// this method should return all possible numbers in a string
// of digits. For "1234" it should return {1,2,3,4,12,23,34,123,234}
int[] getPossibleNumbers(String digits){
char[] chars = digits.toCharArray();
List<int> numbers = new List<int>();
int helper;
int zero = 48; // this is the char val for the '0' digit
for(int i = 0; i < chars.length; i++){
for(int j = 1; j < chars.length && (i + j) < chars.length; j++){
helper = 0;
for(int k = 0; k < j; k++){
helper = (helper * 10) + ((int)chars[i + k]) - zero;
}
numbers.append(helper);
}
}
return numbers.toArray();
}
int minSums(String digits, int sum){
int[] numbers = getPossibleNumbers(digits);
Queue<SumStatus> backupQueue = new Queue<SumStatus>();
int numbersStartingIndex; // this index will be used to get the various numbers to sum
for(int i = 0; i < numbers.length; i++){
SumStatus status = new SumStatus(new List<int>().append(numbers[i]), numbers[i]);
backupQueue.push(status);
}
while(!backupQueue.isEmpty()){
SumStatus status = backupQueue.pop();
if(status.sum == sum){
// we found the min-sum
return status.numbers.length() - 1;
}
if(status.sum < sum){
// we have not found the min-sum yet
numbersStartingIndex = if(status.numbersavailableNumbers.length( > 0);{
for(int i = numbersStartingIndex;0; i < numbersstatus.availableNumbers.length; i++){
SumStatus newStatus = new SumStatus(status.numbers, status.sum);
newStatus.numbers.append(numbers[i]status.availableNumbers[i]);
newStatus.sum += numbers[i];status.availableNumbers[i];
// copy the new available numbers (all the previously available ones except for the one in position 'i')
newStatus.availableNumbers = CopyArray(status.availableNumbers, exceptIndex: i);
if(newStatus.sum <= sum){
backupQueue.push(status);
}
}
}
}
// when status.sum > sum the item is simply ignored and popped from the queue
}
// no possible combination found
return -1;
}
class SumStatus{
List<int> numbers;
int[] availableNumbers;
int sum;
SumStatus(List<int> nums, int currentSum){
numbers = nums;
sum = currentSum;
}
}
The proposed solution does a Breadth-First Search in the State Space of the problem. The State Space is made of: the numbers evaluated tillup to that momentstate, the sum of the used numbers, and the available numbers (the ones not yet used). The Breadth-First Search may not be immediatly visible because there's no tree to visit in a recursive fashion, but it's implemented via a Queue<SumStatus>.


# WHAT IS REQUIRED:
Before answering, work out how many lines below contain the string "include"; the reply is that number alone.

Website and app data records

[Start of Attachment]

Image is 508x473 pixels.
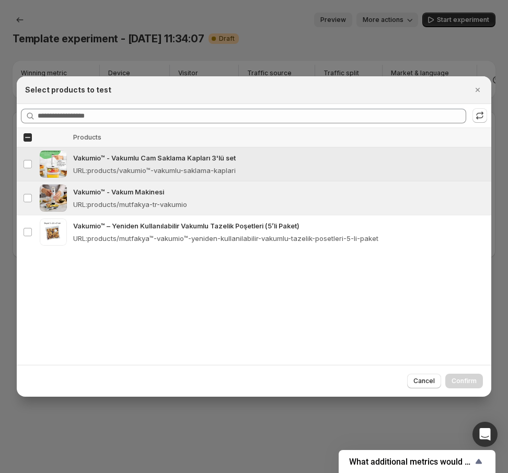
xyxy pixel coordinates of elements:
[40,151,67,178] img: Vakumio™ - Vakumlu Cam Saklama Kapları 3'lü set
[73,233,379,244] p: URL : products/mutfakya™-vakumio™-yeniden-kullanilabilir-vakumlu-tazelik-posetleri-5-li-paket
[471,83,485,97] button: Close
[73,221,485,231] p: Vakumio™ – Yeniden Kullanılabilir Vakumlu Tazelik Poşetleri (5’li Paket)
[414,377,435,385] span: Cancel
[73,133,101,141] span: Products
[40,185,67,212] img: Vakumio™ - Vakum Makinesi
[473,422,498,447] div: Open Intercom Messenger
[407,374,441,389] button: Cancel
[73,199,187,210] p: URL : products/mutfakya-tr-vakumio
[73,165,236,176] p: URL : products/vakumio™-vakumlu-saklama-kaplari
[40,219,67,246] img: Vakumio™ – Yeniden Kullanılabilir Vakumlu Tazelik Poşetleri (5’li Paket)
[349,456,485,468] button: Show survey - What additional metrics would you like to include in the report?
[349,457,473,467] span: What additional metrics would you like to include in the report?
[25,85,111,95] h2: Select products to test
[73,153,485,163] p: Vakumio™ - Vakumlu Cam Saklama Kapları 3'lü set
[73,187,485,197] p: Vakumio™ - Vakum Makinesi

[End of Attachment]

# TASK ANSWER:
2